Medical volunteer witness to Jamaica's violent prisons

Mennonite Central Committee
Friday, 3 November 2000

Roger Neill remembers the screams of an inmate being stabbed to death in the prison where he works. While soldiers looked on passively, the young man staggered out of the cell block and collapsed by the chain-link fence across from Neill, a Mennonite Central Committee (MCC) volunteer.

The October murder was one of many tragedies in the recent breakdown of Jamaica's prison system, following a labor dispute that resulted in the suspension of nearly all experienced security staff. As a member of the state-sponsored prison medical team, Neill has been on the front lines -- and the front pages -- in the struggle to raise public awareness of the deteriorating situation.

An experienced psychiatric social worker, Neill began working with the Jamaica Department of Correctional Services nearly two years ago to increase services for mentally ill prisoners. The seven-member team, the rest of whom are Jamaican, serves more than 4,000 inmates in several facilities.

Despite severe understaffing and inadequate equipment, during 1999 the team was seeing progress. They developed staff education, increased psychiatric screening and even began a peer counseling program, the first of its kind in the region.

But in October 1999 the largest prison break in Jamaica's history coincided with contractual disputes between security and support staff, or warders as they are called here, and corrections department administrators. The warders' union planned a "sick out" to protest their being blamed for the escape.

In retaliation, the administrators suspended more than 800 warders, placing them on "temporary" leave with one-quarter pay. Soldiers were sent in to take the warders' place until the labor dispute is settled.

In an analysis he wrote for a human rights lawyer investigating the situation, Neill described the result of these events as "a catastrophic reduction in experienced staff."

Soldiers are untrained and uninterested in prison work, and they replaced the warders only on a one to two basis.

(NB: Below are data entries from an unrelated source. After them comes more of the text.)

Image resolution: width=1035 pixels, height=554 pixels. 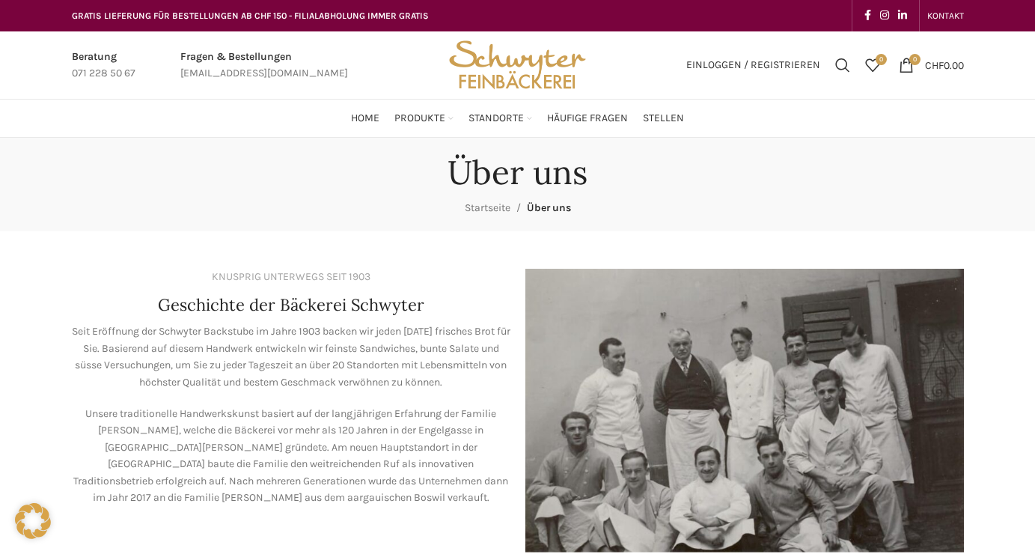 What do you see at coordinates (946, 16) in the screenshot?
I see `span: KONTAKT` at bounding box center [946, 16].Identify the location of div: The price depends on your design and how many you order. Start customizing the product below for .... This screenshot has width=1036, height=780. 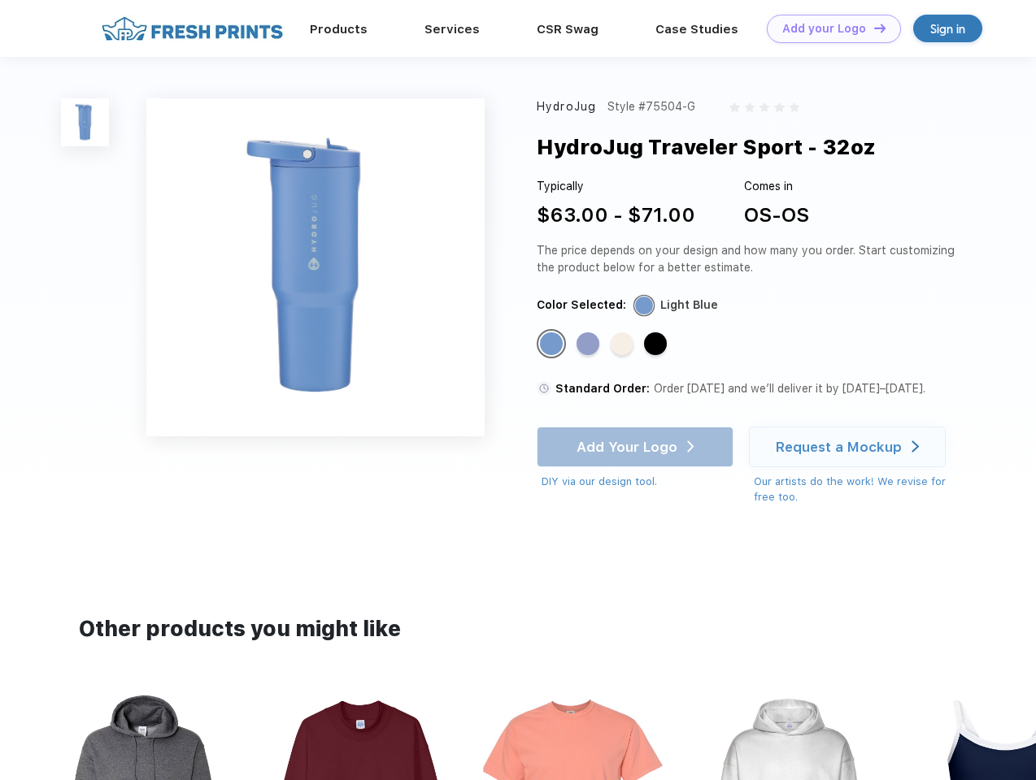
(749, 259).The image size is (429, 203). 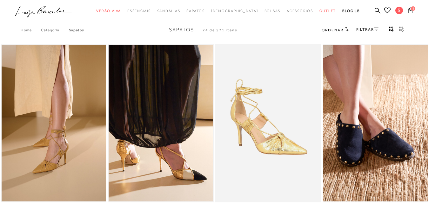 What do you see at coordinates (391, 30) in the screenshot?
I see `button: Mostrar 4 produtos por linha` at bounding box center [391, 30]. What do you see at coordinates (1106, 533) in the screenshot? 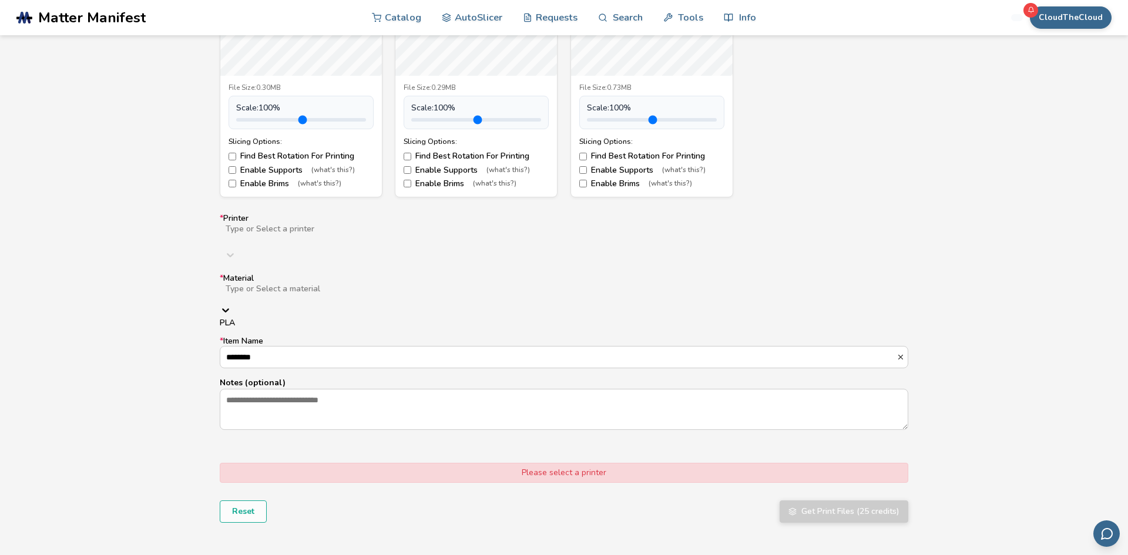
I see `button: Send feedback via email` at bounding box center [1106, 533].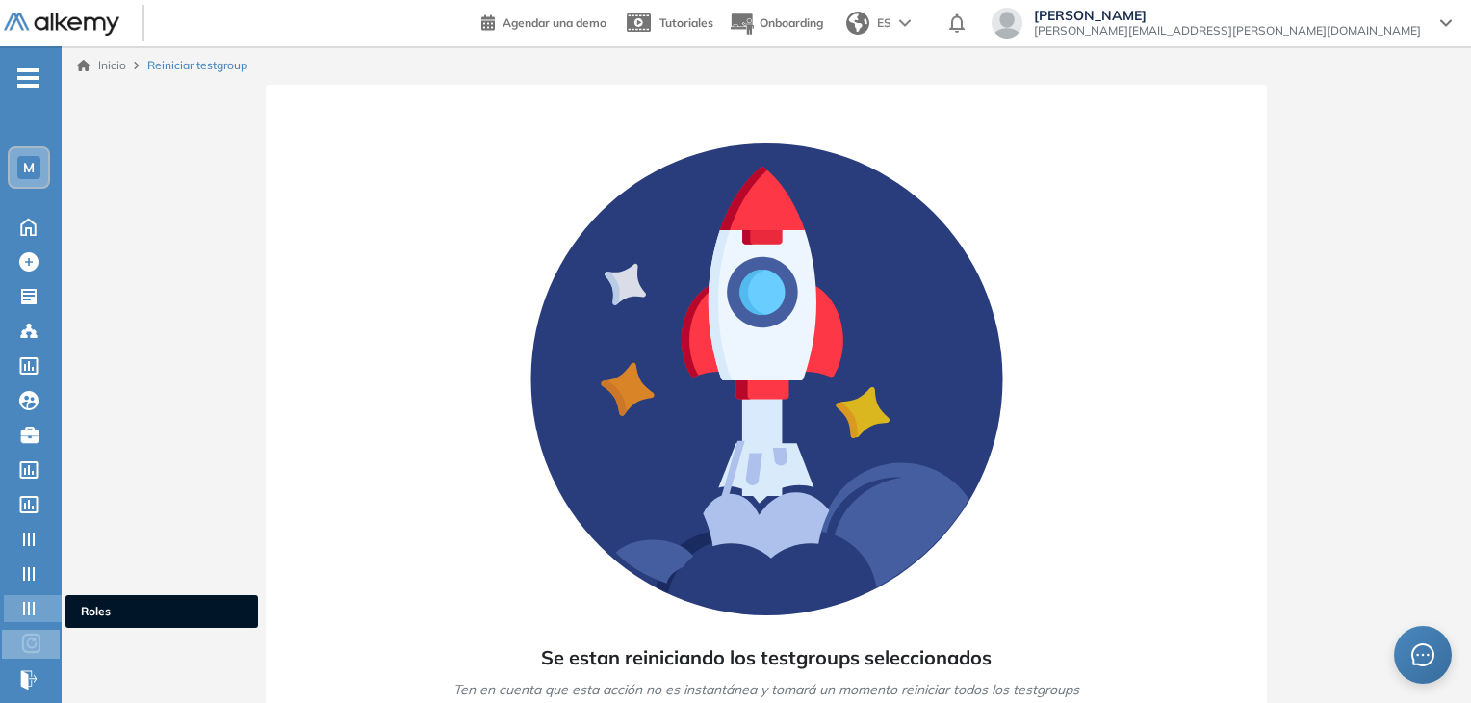  Describe the element at coordinates (554, 22) in the screenshot. I see `span: Agendar una demo` at that location.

What has ensued, Neill said, is "a bloodbath." Even before the warders' suspensions, the prisons were in bad enough shape for a 1995 Amnesty International report to prescribe "drastic fundamental changes to ensure even elemental human rights." Now, the fragile system in which warders protected at least some of the weaker inmates has given way to chaos in which the drug lords and gang leaders terrorize the weak, the mentally ill and those who cooperate with authorities.

Twenty inmates have been murdered by other inmates in 10 months, with another 30 to 35 seriously injured. At St. Catherine District Adult Correctional Centre, also known as District Prison, soldiers and the remaining warders attempted to regain control in a frenzy of beatings that injured 350 to 400 men.

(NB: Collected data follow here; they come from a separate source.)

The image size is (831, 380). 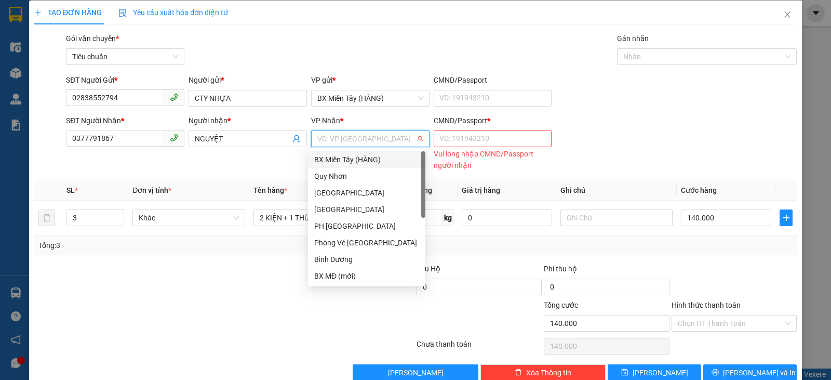 What do you see at coordinates (706, 305) in the screenshot?
I see `label: Hình thức thanh toán` at bounding box center [706, 305].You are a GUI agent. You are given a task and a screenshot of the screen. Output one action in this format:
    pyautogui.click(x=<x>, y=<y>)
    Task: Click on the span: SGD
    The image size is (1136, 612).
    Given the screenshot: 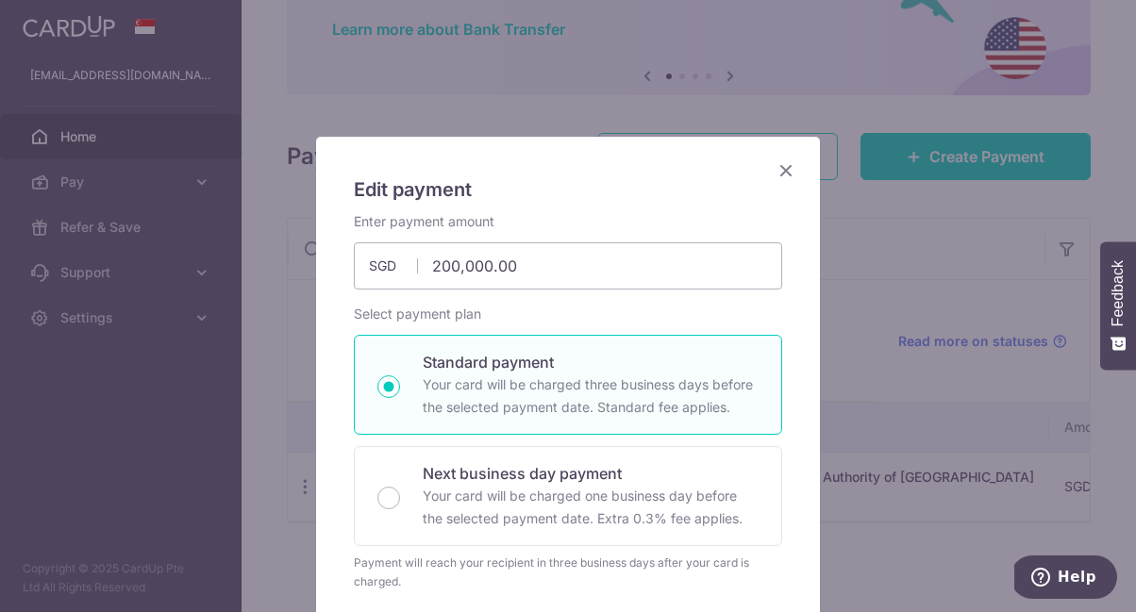 What is the action you would take?
    pyautogui.click(x=393, y=266)
    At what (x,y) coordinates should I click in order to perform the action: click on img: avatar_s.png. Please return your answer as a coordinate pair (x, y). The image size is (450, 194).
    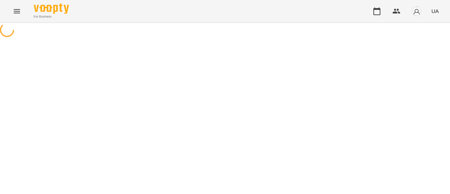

The inmate whose murder Neill witnessed, Bernard Chang, had been valedictorian of the peer counseling training course. A cheerful young man who had become a Christian while in prison, Chang had served as a main hospital orderly in the absence of trained staff.

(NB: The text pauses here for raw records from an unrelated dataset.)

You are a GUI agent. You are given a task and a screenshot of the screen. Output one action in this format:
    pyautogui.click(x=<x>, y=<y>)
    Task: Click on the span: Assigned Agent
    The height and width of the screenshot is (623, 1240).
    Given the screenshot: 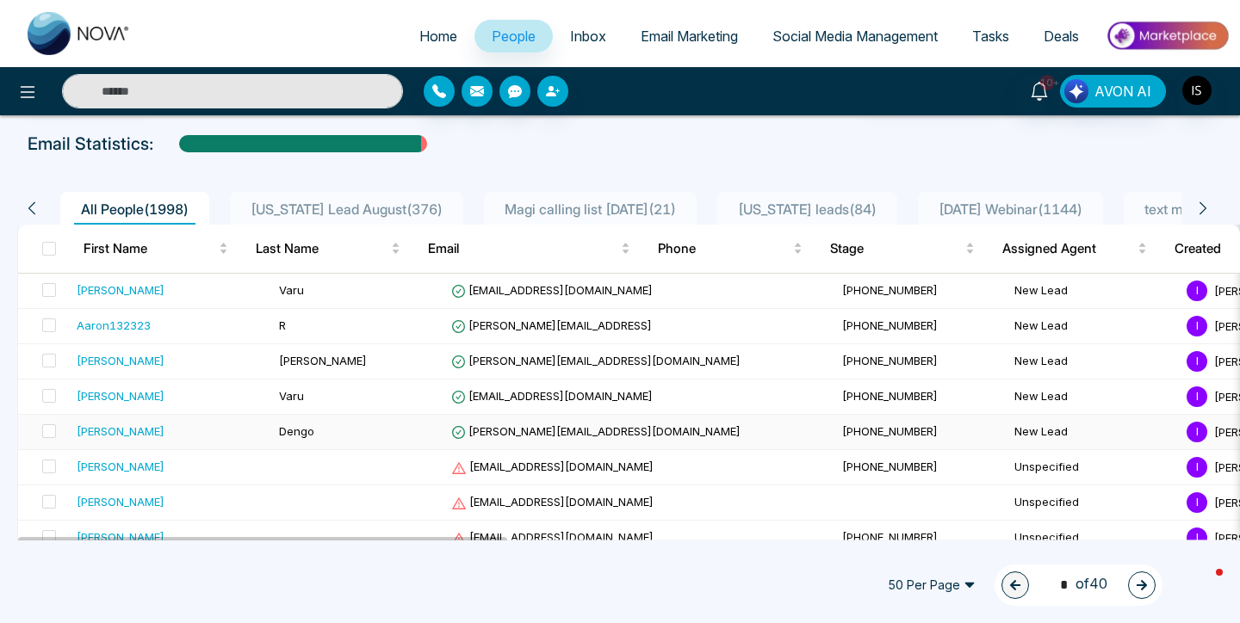 What is the action you would take?
    pyautogui.click(x=1068, y=249)
    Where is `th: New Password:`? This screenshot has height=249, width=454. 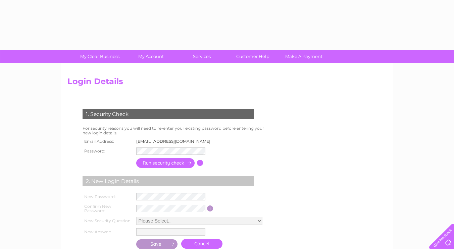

At the risk of their own lives in the prisons, Neill and others are leading the struggle to return the warders to their positions and draw attention to the human rights abuses they witness daily.

The day after the Chang murder, the medical team decided to bring the incident to the public through a local radio talk show. When the prison commissioner phoned in, they called him to accountability.

"These talk shows are the real vehicle for democracy here," Neill said. "It brought the incident to the public."

They also issued a press release. "Prison meds restive: Ultimatum issued for warders return," blared the front page headline in the Oct. 8 issue of the Jamaica daily newspaper, The Gleaner.

Ron Good, MCC Jamaica country co-representative, noted that Neill, as a foreigner, is in a safer position than his Jamaican colleagues to criticize government policies. They have received threats, and the human rights lawyer with whom Neill was working fled to England in fear of her life.

"Roger has been able to keep this fire of accountability and human rights burning," Good said.

Although he does not know from day to day what he will encounter, or even whether the medical team will be allowed to maintain its presence in the prisons, Neill's enthusiasm for his work continues.

"I have had the privilege of being surrounded by the love of Christ and serving in his name in these very violent institutions," Neill said.